Poor Man’s Covered Call Calculator
Model your PMCC before you place it. Enter your LEAPS strike and cost plus your short call strike and premium to instantly see max profit, max loss, breakeven, and a full P&L diagram.
How to Use This Calculator
Enter four inputs and the calculator handles the rest. Results update instantly as you type.
Pull current market data (optional)
Type a ticker like AAPL and click Get Price. The calculator fills in the current stock price, dividend yield, and the risk-free rate from the 13-week T-bill, then loads the option chain so you can pick actual strikes and premiums.
Set up your poor man’s covered call legs
The poor man’s covered call legs are preloaded for you. Pick each strike, expiration, and premium straight from the option chain, or type your own numbers. The calculator works out implied volatility from the premium you enter, and you can still edit it.
Calculate and read the results
Click Calculate P&L to see max profit, max loss, breakeven, return on risk, and probability of profit, plus position Greeks: delta, gamma, theta, vega, and rho.
Stress test before you trade
Drag the view-date slider to see your P&L curve on any day before expiration, shift implied volatility up or down 50 points, and scan the price-by-date P&L table to see how the trade behaves across scenarios.
This poor man’s covered call calculator prices each leg with your choice of an American-style binomial model (the default for US equity options) or European Black-Scholes-Merton, and accounts for dividend yield. You can set a per-contract commission, copy a shareable link to your exact setup, download the chart as a PNG, and switch to dark mode.
Understanding the Poor Man’s Covered Call
Key numbers every PMCC trader needs to know before entering the position.
The poor man’s covered call works by using a deep in-the-money LEAPS call as a low-cost substitute for 100 shares of stock. Because the LEAPS has a high delta (typically 0.80 or above), it moves nearly in lockstep with the underlying while costing a fraction of what 100 shares would. You then sell a short-term out-of-the-money call against the LEAPS, collecting premium that reduces your net debit each cycle.
The strategy works best in a moderately bullish environment. You want the stock to drift higher slowly, allowing the short call to expire worthless each cycle so you can sell another one. If the stock surges past your short call strike, your upside is capped at the spread width minus net debit, but you still profit. If the stock drops significantly, your loss is limited to the original net debit, unlike a traditional covered call where losses grow with every dollar the stock falls below your effective cost basis.
A key rule of thumb for PMCCs: make sure the width between your two strikes (the spread width) is greater than your net debit. If the spread width is less than the net debit, max profit is negative and the trade is not worth entering.
PMCC Example Trade
XYZ is trading at $100. You buy a 12-month $80 LEAPS call for $25.00 and sell a 30-day $105 call for $2.50.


_About this task:_ What you output should match the data below exactly.

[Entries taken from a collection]

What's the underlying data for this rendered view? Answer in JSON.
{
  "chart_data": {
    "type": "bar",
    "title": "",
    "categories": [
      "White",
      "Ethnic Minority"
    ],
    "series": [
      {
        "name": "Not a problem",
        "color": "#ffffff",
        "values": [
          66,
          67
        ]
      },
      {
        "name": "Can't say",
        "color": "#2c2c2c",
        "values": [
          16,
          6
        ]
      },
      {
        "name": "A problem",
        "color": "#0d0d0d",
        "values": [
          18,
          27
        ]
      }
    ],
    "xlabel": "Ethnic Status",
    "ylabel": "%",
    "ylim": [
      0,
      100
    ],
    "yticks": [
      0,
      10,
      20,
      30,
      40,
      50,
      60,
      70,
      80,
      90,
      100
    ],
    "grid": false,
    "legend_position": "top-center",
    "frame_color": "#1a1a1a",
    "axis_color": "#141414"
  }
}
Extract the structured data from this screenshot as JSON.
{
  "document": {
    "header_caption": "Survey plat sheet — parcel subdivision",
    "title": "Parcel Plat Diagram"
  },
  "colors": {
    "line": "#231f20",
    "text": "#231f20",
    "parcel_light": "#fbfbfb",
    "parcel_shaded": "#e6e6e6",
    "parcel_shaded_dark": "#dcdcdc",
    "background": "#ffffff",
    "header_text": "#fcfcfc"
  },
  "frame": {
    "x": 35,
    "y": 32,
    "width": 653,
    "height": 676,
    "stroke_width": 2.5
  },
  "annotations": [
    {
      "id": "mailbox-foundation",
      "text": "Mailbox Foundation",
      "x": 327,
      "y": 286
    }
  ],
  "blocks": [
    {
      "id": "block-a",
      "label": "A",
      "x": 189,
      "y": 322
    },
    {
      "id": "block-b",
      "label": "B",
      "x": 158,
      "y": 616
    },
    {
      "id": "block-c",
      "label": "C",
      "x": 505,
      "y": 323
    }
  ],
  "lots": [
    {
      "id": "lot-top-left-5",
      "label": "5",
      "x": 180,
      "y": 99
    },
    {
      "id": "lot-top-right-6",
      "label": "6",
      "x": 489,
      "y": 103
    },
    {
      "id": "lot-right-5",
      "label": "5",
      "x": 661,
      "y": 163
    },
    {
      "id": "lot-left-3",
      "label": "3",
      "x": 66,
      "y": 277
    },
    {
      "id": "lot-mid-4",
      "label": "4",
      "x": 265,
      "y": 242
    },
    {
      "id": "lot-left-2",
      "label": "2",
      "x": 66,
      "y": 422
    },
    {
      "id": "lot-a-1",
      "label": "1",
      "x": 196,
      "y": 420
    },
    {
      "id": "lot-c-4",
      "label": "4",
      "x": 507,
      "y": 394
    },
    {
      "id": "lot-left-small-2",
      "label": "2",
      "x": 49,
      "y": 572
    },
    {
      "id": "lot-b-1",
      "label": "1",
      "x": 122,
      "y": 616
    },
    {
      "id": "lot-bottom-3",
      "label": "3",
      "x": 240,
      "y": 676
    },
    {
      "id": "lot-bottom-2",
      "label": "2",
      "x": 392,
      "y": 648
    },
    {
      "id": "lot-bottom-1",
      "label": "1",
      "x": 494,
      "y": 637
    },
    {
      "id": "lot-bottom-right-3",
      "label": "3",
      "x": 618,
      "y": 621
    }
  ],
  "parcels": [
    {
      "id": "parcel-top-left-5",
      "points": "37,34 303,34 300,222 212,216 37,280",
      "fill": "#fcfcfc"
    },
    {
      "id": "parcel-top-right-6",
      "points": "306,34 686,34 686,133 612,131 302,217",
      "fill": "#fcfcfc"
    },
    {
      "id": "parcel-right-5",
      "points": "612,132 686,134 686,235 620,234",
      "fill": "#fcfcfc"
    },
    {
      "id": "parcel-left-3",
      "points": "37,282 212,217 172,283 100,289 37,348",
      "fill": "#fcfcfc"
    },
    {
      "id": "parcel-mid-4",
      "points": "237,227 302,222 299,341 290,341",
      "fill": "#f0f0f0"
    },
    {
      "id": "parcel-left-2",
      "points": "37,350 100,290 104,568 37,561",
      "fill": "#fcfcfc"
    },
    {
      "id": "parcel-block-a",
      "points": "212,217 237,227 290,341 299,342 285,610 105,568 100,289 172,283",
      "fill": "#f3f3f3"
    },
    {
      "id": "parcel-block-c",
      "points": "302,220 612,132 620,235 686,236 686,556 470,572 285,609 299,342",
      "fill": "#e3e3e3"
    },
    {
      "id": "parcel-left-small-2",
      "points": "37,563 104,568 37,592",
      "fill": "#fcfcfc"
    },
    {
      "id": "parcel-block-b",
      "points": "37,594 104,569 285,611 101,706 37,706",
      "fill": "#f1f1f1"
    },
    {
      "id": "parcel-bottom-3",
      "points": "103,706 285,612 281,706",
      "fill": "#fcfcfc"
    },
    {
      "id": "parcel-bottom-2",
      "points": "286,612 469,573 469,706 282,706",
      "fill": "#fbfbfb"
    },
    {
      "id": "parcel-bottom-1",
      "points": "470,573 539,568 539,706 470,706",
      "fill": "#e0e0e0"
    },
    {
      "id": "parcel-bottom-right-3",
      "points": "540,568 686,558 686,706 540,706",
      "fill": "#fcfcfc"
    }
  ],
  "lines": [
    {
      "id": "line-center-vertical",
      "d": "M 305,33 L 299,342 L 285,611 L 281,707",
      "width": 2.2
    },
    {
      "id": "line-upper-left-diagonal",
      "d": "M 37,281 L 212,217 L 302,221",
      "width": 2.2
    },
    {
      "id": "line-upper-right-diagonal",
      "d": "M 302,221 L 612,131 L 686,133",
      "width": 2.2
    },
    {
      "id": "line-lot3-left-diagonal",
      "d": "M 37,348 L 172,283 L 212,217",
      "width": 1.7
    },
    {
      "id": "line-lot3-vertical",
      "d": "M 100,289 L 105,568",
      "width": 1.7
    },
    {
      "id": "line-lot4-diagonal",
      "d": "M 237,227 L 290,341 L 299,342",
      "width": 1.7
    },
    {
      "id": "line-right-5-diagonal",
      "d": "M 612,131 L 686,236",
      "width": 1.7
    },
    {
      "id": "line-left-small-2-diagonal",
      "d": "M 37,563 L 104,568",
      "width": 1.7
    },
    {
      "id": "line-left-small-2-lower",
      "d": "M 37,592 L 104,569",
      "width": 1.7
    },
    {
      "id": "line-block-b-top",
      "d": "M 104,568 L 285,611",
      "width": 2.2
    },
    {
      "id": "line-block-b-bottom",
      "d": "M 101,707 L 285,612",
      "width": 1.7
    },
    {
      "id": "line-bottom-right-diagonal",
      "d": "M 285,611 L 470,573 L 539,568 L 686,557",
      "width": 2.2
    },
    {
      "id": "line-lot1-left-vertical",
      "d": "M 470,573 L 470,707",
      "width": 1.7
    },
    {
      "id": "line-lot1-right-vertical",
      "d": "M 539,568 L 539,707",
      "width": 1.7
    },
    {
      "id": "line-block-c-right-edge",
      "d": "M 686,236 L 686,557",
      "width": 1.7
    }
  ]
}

_Worked solution:_
What's the underlying data for this rendered view? Answer in JSON.
{
  "chart_data": {
    "type": "bar",
    "title": "",
    "categories": [
      "White",
      "Ethnic Minority"
    ],
    "series": [
      {
        "name": "Not a problem",
        "color": "#ffffff",
        "values": [
          66,
          67
        ]
      },
      {
        "name": "Can't say",
        "color": "#2c2c2c",
        "values": [
          16,
          6
        ]
      },
      {
        "name": "A problem",
        "color": "#0d0d0d",
        "values": [
          18,
          27
        ]
      }
    ],
    "xlabel": "Ethnic Status",
    "ylabel": "%",
    "ylim": [
      0,
      100
    ],
    "yticks": [
      0,
      10,
      20,
      30,
      40,
      50,
      60,
      70,
      80,
      90,
      100
    ],
    "grid": false,
    "legend_position": "top-center",
    "frame_color": "#1a1a1a",
    "axis_color": "#141414"
  }
}
Extract the structured data from this screenshot as JSON.
{
  "document": {
    "header_caption": "Survey plat sheet — parcel subdivision",
    "title": "Parcel Plat Diagram"
  },
  "colors": {
    "line": "#231f20",
    "text": "#231f20",
    "parcel_light": "#fbfbfb",
    "parcel_shaded": "#e6e6e6",
    "parcel_shaded_dark": "#dcdcdc",
    "background": "#ffffff",
    "header_text": "#fcfcfc"
  },
  "frame": {
    "x": 35,
    "y": 32,
    "width": 653,
    "height": 676,
    "stroke_width": 2.5
  },
  "annotations": [
    {
      "id": "mailbox-foundation",
      "text": "Mailbox Foundation",
      "x": 327,
      "y": 286
    }
  ],
  "blocks": [
    {
      "id": "block-a",
      "label": "A",
      "x": 189,
      "y": 322
    },
    {
      "id": "block-b",
      "label": "B",
      "x": 158,
      "y": 616
    },
    {
      "id": "block-c",
      "label": "C",
      "x": 505,
      "y": 323
    }
  ],
  "lots": [
    {
      "id": "lot-top-left-5",
      "label": "5",
      "x": 180,
      "y": 99
    },
    {
      "id": "lot-top-right-6",
      "label": "6",
      "x": 489,
      "y": 103
    },
    {
      "id": "lot-right-5",
      "label": "5",
      "x": 661,
      "y": 163
    },
    {
      "id": "lot-left-3",
      "label": "3",
      "x": 66,
      "y": 277
    },
    {
      "id": "lot-mid-4",
      "label": "4",
      "x": 265,
      "y": 242
    },
    {
      "id": "lot-left-2",
      "label": "2",
      "x": 66,
      "y": 422
    },
    {
      "id": "lot-a-1",
      "label": "1",
      "x": 196,
      "y": 420
    },
    {
      "id": "lot-c-4",
      "label": "4",
      "x": 507,
      "y": 394
    },
    {
      "id": "lot-left-small-2",
      "label": "2",
      "x": 49,
      "y": 572
    },
    {
      "id": "lot-b-1",
      "label": "1",
      "x": 122,
      "y": 616
    },
    {
      "id": "lot-bottom-3",
      "label": "3",
      "x": 240,
      "y": 676
    },
    {
      "id": "lot-bottom-2",
      "label": "2",
      "x": 392,
      "y": 648
    },
    {
      "id": "lot-bottom-1",
      "label": "1",
      "x": 494,
      "y": 637
    },
    {
      "id": "lot-bottom-right-3",
      "label": "3",
      "x": 618,
      "y": 621
    }
  ],
  "parcels": [
    {
      "id": "parcel-top-left-5",
      "points": "37,34 303,34 300,222 212,216 37,280",
      "fill": "#fcfcfc"
    },
    {
      "id": "parcel-top-right-6",
      "points": "306,34 686,34 686,133 612,131 302,217",
      "fill": "#fcfcfc"
    },
    {
      "id": "parcel-right-5",
      "points": "612,132 686,134 686,235 620,234",
      "fill": "#fcfcfc"
    },
    {
      "id": "parcel-left-3",
      "points": "37,282 212,217 172,283 100,289 37,348",
      "fill": "#fcfcfc"
    },
    {
      "id": "parcel-mid-4",
      "points": "237,227 302,222 299,341 290,341",
      "fill": "#f0f0f0"
    },
    {
      "id": "parcel-left-2",
      "points": "37,350 100,290 104,568 37,561",
      "fill": "#fcfcfc"
    },
    {
      "id": "parcel-block-a",
      "points": "212,217 237,227 290,341 299,342 285,610 105,568 100,289 172,283",
      "fill": "#f3f3f3"
    },
    {
      "id": "parcel-block-c",
      "points": "302,220 612,132 620,235 686,236 686,556 470,572 285,609 299,342",
      "fill": "#e3e3e3"
    },
    {
      "id": "parcel-left-small-2",
      "points": "37,563 104,568 37,592",
      "fill": "#fcfcfc"
    },
    {
      "id": "parcel-block-b",
      "points": "37,594 104,569 285,611 101,706 37,706",
      "fill": "#f1f1f1"
    },
    {
      "id": "parcel-bottom-3",
      "points": "103,706 285,612 281,706",
      "fill": "#fcfcfc"
    },
    {
      "id": "parcel-bottom-2",
      "points": "286,612 469,573 469,706 282,706",
      "fill": "#fbfbfb"
    },
    {
      "id": "parcel-bottom-1",
      "points": "470,573 539,568 539,706 470,706",
      "fill": "#e0e0e0"
    },
    {
      "id": "parcel-bottom-right-3",
      "points": "540,568 686,558 686,706 540,706",
      "fill": "#fcfcfc"
    }
  ],
  "lines": [
    {
      "id": "line-center-vertical",
      "d": "M 305,33 L 299,342 L 285,611 L 281,707",
      "width": 2.2
    },
    {
      "id": "line-upper-left-diagonal",
      "d": "M 37,281 L 212,217 L 302,221",
      "width": 2.2
    },
    {
      "id": "line-upper-right-diagonal",
      "d": "M 302,221 L 612,131 L 686,133",
      "width": 2.2
    },
    {
      "id": "line-lot3-left-diagonal",
      "d": "M 37,348 L 172,283 L 212,217",
      "width": 1.7
    },
    {
      "id": "line-lot3-vertical",
      "d": "M 100,289 L 105,568",
      "width": 1.7
    },
    {
      "id": "line-lot4-diagonal",
      "d": "M 237,227 L 290,341 L 299,342",
      "width": 1.7
    },
    {
      "id": "line-right-5-diagonal",
      "d": "M 612,131 L 686,236",
      "width": 1.7
    },
    {
      "id": "line-left-small-2-diagonal",
      "d": "M 37,563 L 104,568",
      "width": 1.7
    },
    {
      "id": "line-left-small-2-lower",
      "d": "M 37,592 L 104,569",
      "width": 1.7
    },
    {
      "id": "line-block-b-top",
      "d": "M 104,568 L 285,611",
      "width": 2.2
    },
    {
      "id": "line-block-b-bottom",
      "d": "M 101,707 L 285,612",
      "width": 1.7
    },
    {
      "id": "line-bottom-right-diagonal",
      "d": "M 285,611 L 470,573 L 539,568 L 686,557",
      "width": 2.2
    },
    {
      "id": "line-lot1-left-vertical",
      "d": "M 470,573 L 470,707",
      "width": 1.7
    },
    {
      "id": "line-lot1-right-vertical",
      "d": "M 539,568 L 539,707",
      "width": 1.7
    },
    {
      "id": "line-block-c-right-edge",
      "d": "M 686,236 L 686,557",
      "width": 1.7
    }
  ]
}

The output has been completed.